The method that's fast, durable, and not boring
Recall to win, not re-read
A game forces you to produce the answer from memory before the clock runs out. Pulling it out of your head, instead of re-reading a chart, is what builds the memory. Researchers call it the testing effect, and students who self-tested remembered far more a week later than students who re-read (Roediger and Karpicke, 2006). A game is just retrieval practice you'd choose to do.
Play a little every day
Five to ten minutes a day beats one long sitting. Spaced practice beats massed practice for long-term memory, confirmed across more than a hundred studies (Cepeda et al., 2006). The hard part is showing up daily, which is exactly where a game you enjoy wins over a deck that's easy to skip.
Bring a friend
Playing head-to-head against a friend is the cheat code for consistency. Not many kids replay flashcards for fun, but plenty will run it back to beat a buddy. More reps, zero extra willpower.
Mnemonics for the holdouts
For the few elements that refuse to stick, reach for a memory trick. As a targeted backup it's great. As the whole plan, it falls apart.
Flashcard drilling vs. learning by playing
| Flashcard drilling | Learning by playing | |
|---|---|---|
| Builds recall | Yes, if you do it | Yes, recall to win |
| Will a teen do it daily | Rarely | Much more often |
| Spacing across days | Only if disciplined | Built into daily play |
| Play with a friend | No | Yes, head-to-head |
| Feels like | A chore | A game |
The fastest setup, step by step
- Focus on the core elements plus common ions, as symbol-to-name.
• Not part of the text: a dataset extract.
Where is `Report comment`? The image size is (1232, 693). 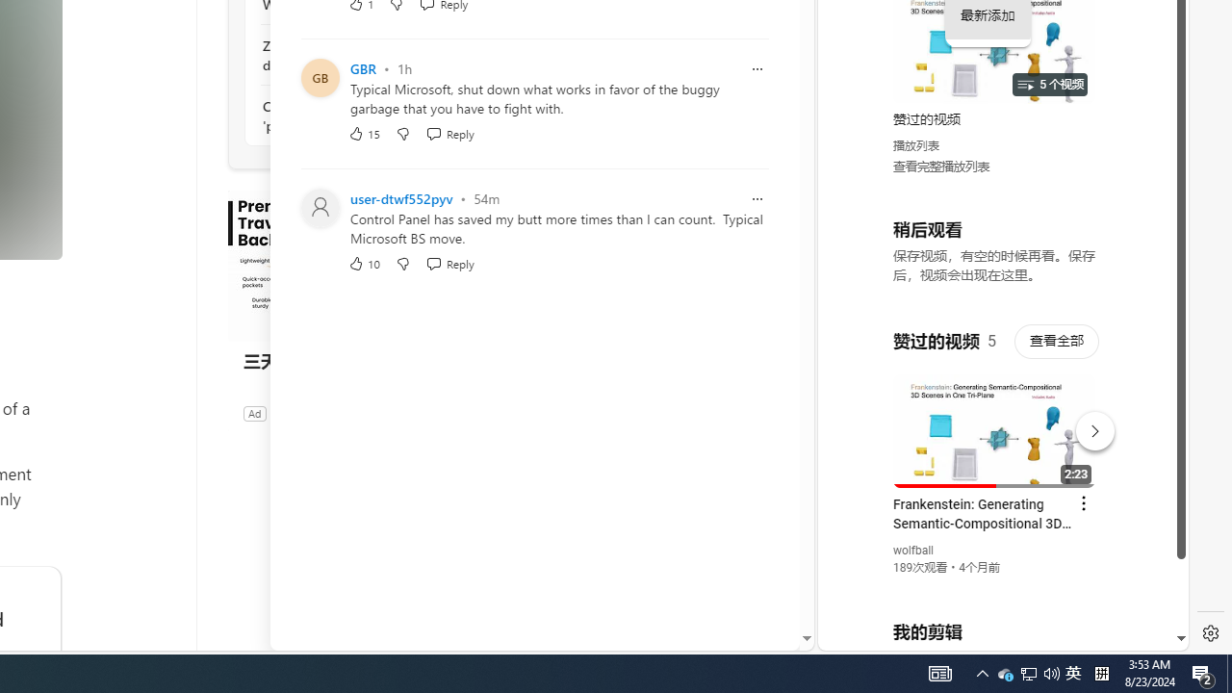
Report comment is located at coordinates (757, 198).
- Play a short round daily, against the AI or a friend, and recall before the timer.
- Run it back with a friend when you can; it's the easiest way to get the reps.
- Mnemonics for the last few holdouts.
Periodic Mole does this for you: it teaches the table by playing, and you can't take your turn until you answer a chemistry question right, set at your level. It tracks every element as Coming up, Learning, or Mastered, so you watch the table fill in as an algorithm graduates each element once it recognizes you've mastered it. Knowing the table cold is also what makes chemistry class feel fun instead of frantic, which is the actual goal.
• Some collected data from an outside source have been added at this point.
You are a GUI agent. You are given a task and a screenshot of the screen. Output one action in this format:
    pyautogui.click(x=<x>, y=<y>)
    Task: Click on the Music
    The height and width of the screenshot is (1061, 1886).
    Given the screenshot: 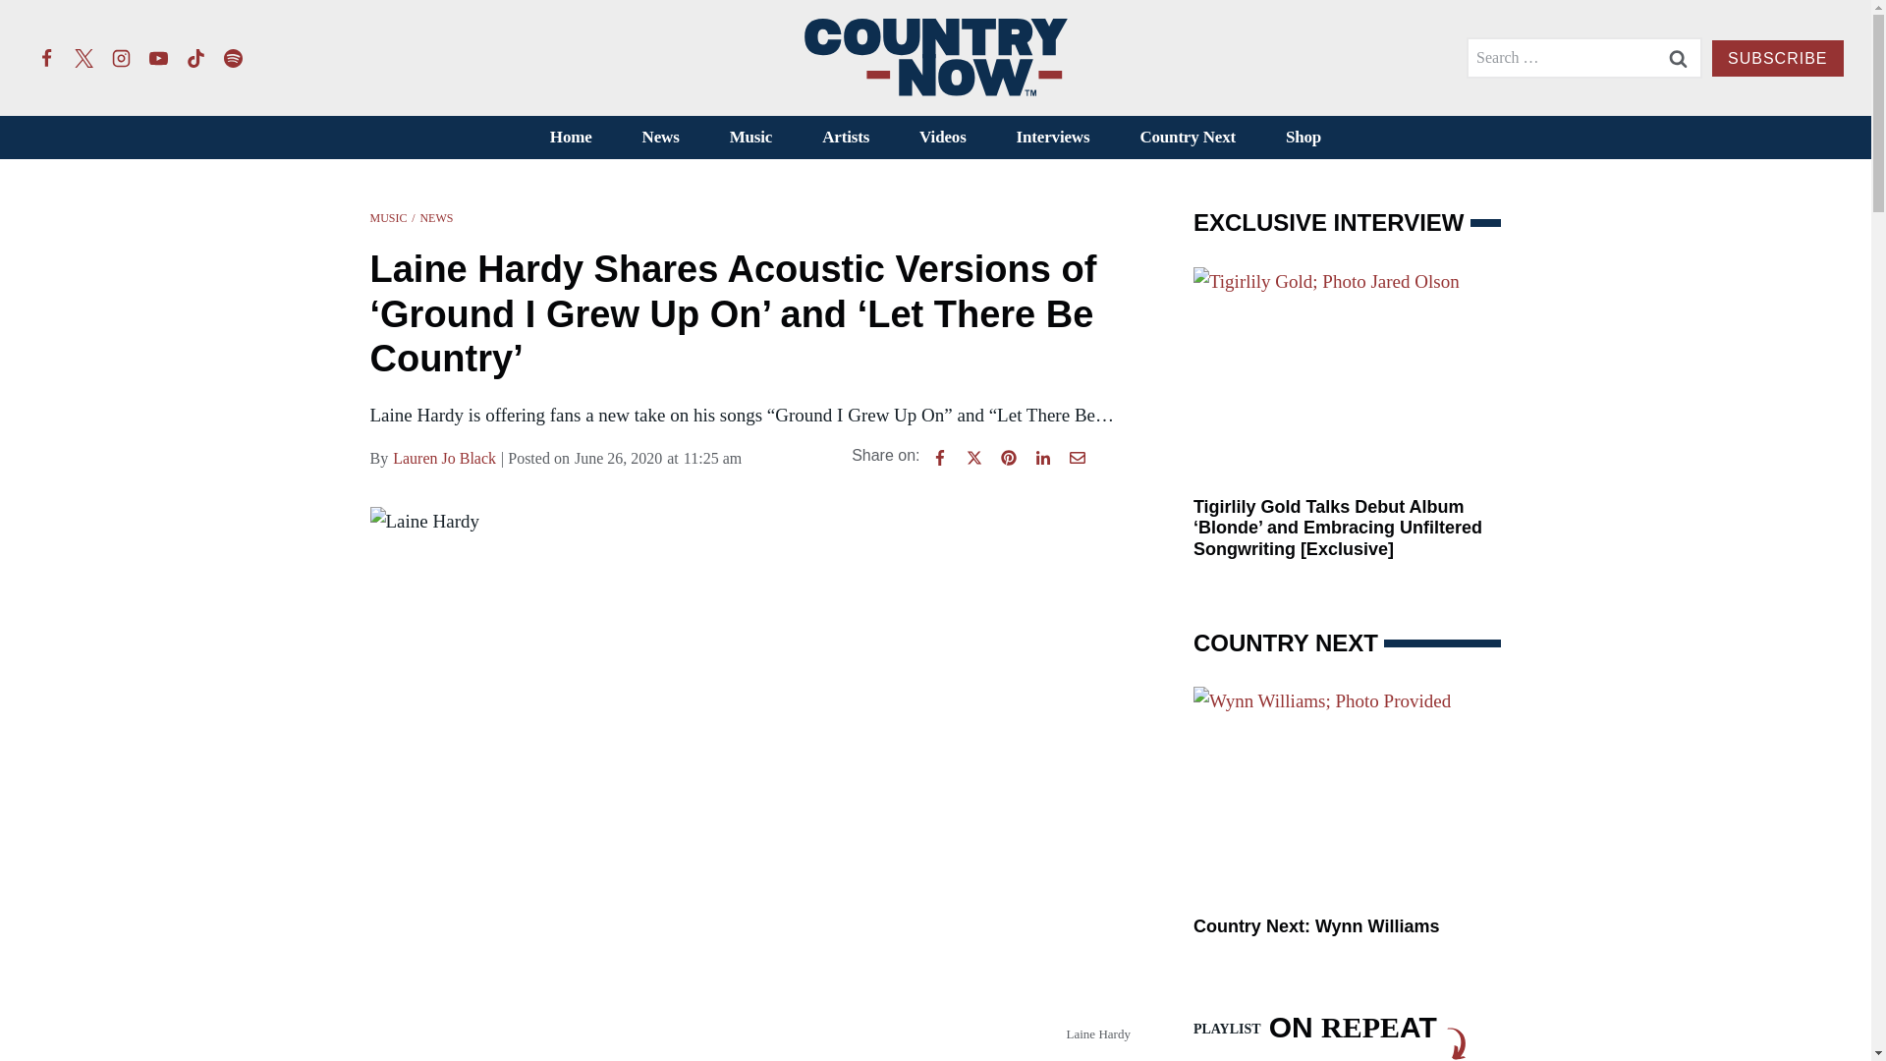 What is the action you would take?
    pyautogui.click(x=751, y=138)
Try it free. Bond Forge is free to play with a starter set of elements, no account needed. One payment of $59 unlocks every game and all 118 elements, with progress saved. No subscription.
FAQ
How long does it take to memorize the periodic table? The core working set, about 36 elements plus common ions, is realistic in roughly a week of short daily sessions. The full 118 takes longer, and most high school courses don't require all of them.
What's the fastest way to memorize it for a test tomorrow? Focus only on the elements your test covers and self-test by recalling names from symbols, ideally in a few short game rounds rather than one long stare at the chart. You'll keep more.
Are games actually a good way to memorize the periodic table? Yes. A good periodic-table game is retrieval practice plus daily spacing, the two best-proven memory techniques, in a form you'll actually repeat. The fun is what gets you the reps.
Do mnemonics work for the periodic table? They help for a few stubborn elements but don't build lasting memory alone. Pair them with recall practice, which a game delivers naturally.
Related
- Free periodic table flashcards (elements 1–12)
- Periodic table games: the fun way to learn the elements
- Why you blank on chemistry tests, and the fix
- How to study chemistry with friends
- How to pass the Chemistry Regents
- Master the periodic table this summer and earn money doing it
Sources
- Cepeda, N. J., et al. (2006). Distributed practice in verbal recall tasks: A review and quantitative synthesis. Psychological Bulletin.
- Roediger, H. L., and Karpicke, J. D. (2006). Test-enhanced learning. Psychological Science.
- Ebbinghaus, H. (1885). Memory: A Contribution to Experimental Psychology.